Fortnightly links: awful aid reporting, development looking backwards and forwards, and more…

28 August 2015

Australian aid has been on the receiving end of some awful ‘journalism’ of late. In addition to Miranda Devine’s aid fairy tales, there’s been The Telegraph’s beat up of Tanya Plibersek’s call to send emergency assistance to Syria (reporting which Ruby Hamad takes down powerfully here). And there has been a shocking rash of mumbo jumbo in The Australian about fraud at AusAID  — fraud which the paper argues justified AusAID’s reintegration into DFAT. Fortunately, on this last one, our erstwhile colleague Jonathan Pryke sets the record straight very well writing for the Lowy Interpreter. Attentive readers will also want to note the killer point appended to the end of his blog: cases of fraud appear to have actually gone up since AusAID’s reintegration [pdf]. Writing for Fairfax Media, Richard Moore similarly calls out The Australian‘s crude critique of the aid program (republished, with permission, on Devpolicy here).

Meanwhile over at the LSE blog, development guru Robert Wade is made very happy by Carles Boix’s new tome — an attempt at explaining development and why it has occured in some places and not in others.

Looking forward, Jason Hickel at Jacobin anguishes that the SDGs place too much priority on growth and (still) not enough on inequality, and so will ultimately be environmentally unsustainable. Also looking forward, Dani Rodrik has some very interesting ideas on the fate of the world’s emerging economies in difficult times (short story: unless you got very lucky South Korea style, there’s no substitute for the long route of raising human capital and improving institutions). And, if trade’s your thing, Rodrik has some great analysis of trade agreements too. (Remember that Project Syndicate requires registration, but it’s free and well worth it.)

Speaking of trade, Roads and Kingdoms’ Yepoka Yeebo has a remarkable feature about the central hub of Ghana’s informal economy, Suame Magazine. Beginning life as an armory in the 1930s, this vast industrial site is today the workplace of some 12,000 businesses and 200,000 workers who do a bustling trade repairing, refurbishing, and recycling all manner of imported goods.

In Limn magazine, Theresa MacPhail argues that ‘global health is as viral as the microbes it is called on to battle.’ That is, despite having the word ‘global’ in its name, in practice it relies heavily on local host institutions to function effectively. Whether this insight — one of many gleaned from the 2014 Ebola epidemic — will translate into real change remains to be seen.

On the occasion of World Humanitarian Day (Aug 19), Owen Barder examined whether cash transfers might be the way forward in post-disaster and crisis situations. Not only can relying on cash be an effective means of stretching limited budgets, but turning to cash transfers also respects the reality that beneficiaries are usually the best judges of what they need.

Lastly: devotees of the Devpolicy weekend links may have unexpectedly found themselves sans-reading material last week; we’re trialling a new, fortnightly format (feedback is welcome!).

Authors

Camilla Burkot

Camilla Burkot was a Research Officer at the Development Policy Centre, and Editor of the Devpolicy Blog, from 2015 to 2017. She has a background in social anthropology and holds a Master of Public Health from Columbia University, and has field experience in Eastern and Southern Africa, and PNG. She now works for the Burnet Institute.

Terence Wood

Terence Wood is a Fellow at the Development Policy Centre. His research focuses on political governance in Western Melanesia, and Australian and New Zealand aid.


# Task:
Images are not wanted; transcribe the rest of the listing exactly.

[Listed records Boundary: Start]

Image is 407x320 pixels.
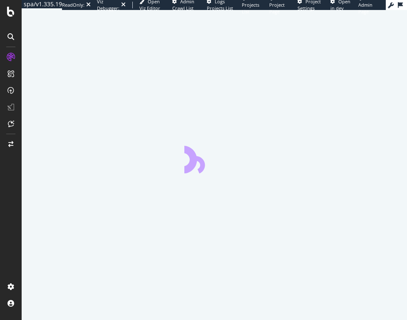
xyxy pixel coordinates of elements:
div: ReadOnly: [62,2,85,8]
span: Project Page [270,2,285,15]
span: Admin Page [359,2,373,15]
div: animation [185,143,245,173]
span: Projects List [242,2,260,15]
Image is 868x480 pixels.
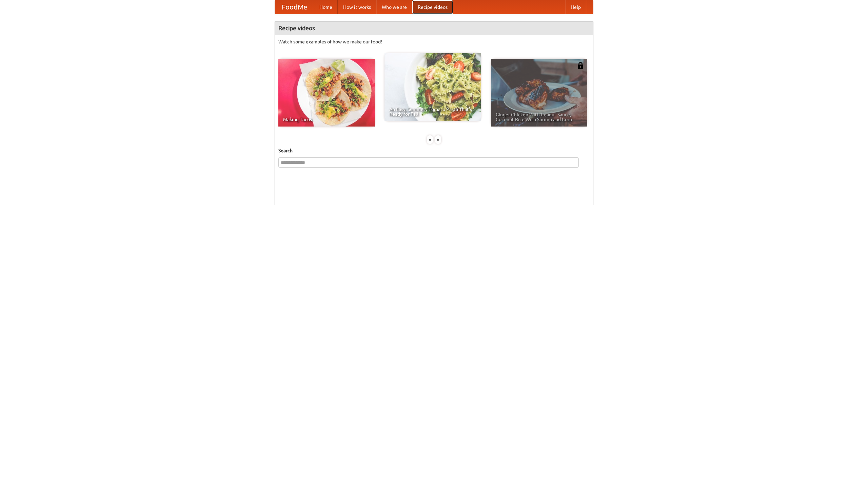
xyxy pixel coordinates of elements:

[Listed records Boundary: End]

# Solution:
Image is 407x320 pixels.
xyxy pixel coordinates of elements:
div: ReadOnly: [62,2,85,8]
span: Project Page [270,2,285,15]
span: Admin Page [359,2,373,15]
div: animation [185,143,245,173]
span: Projects List [242,2,260,15]
Image is 868x480 pixels.
xyxy pixel coordinates of elements:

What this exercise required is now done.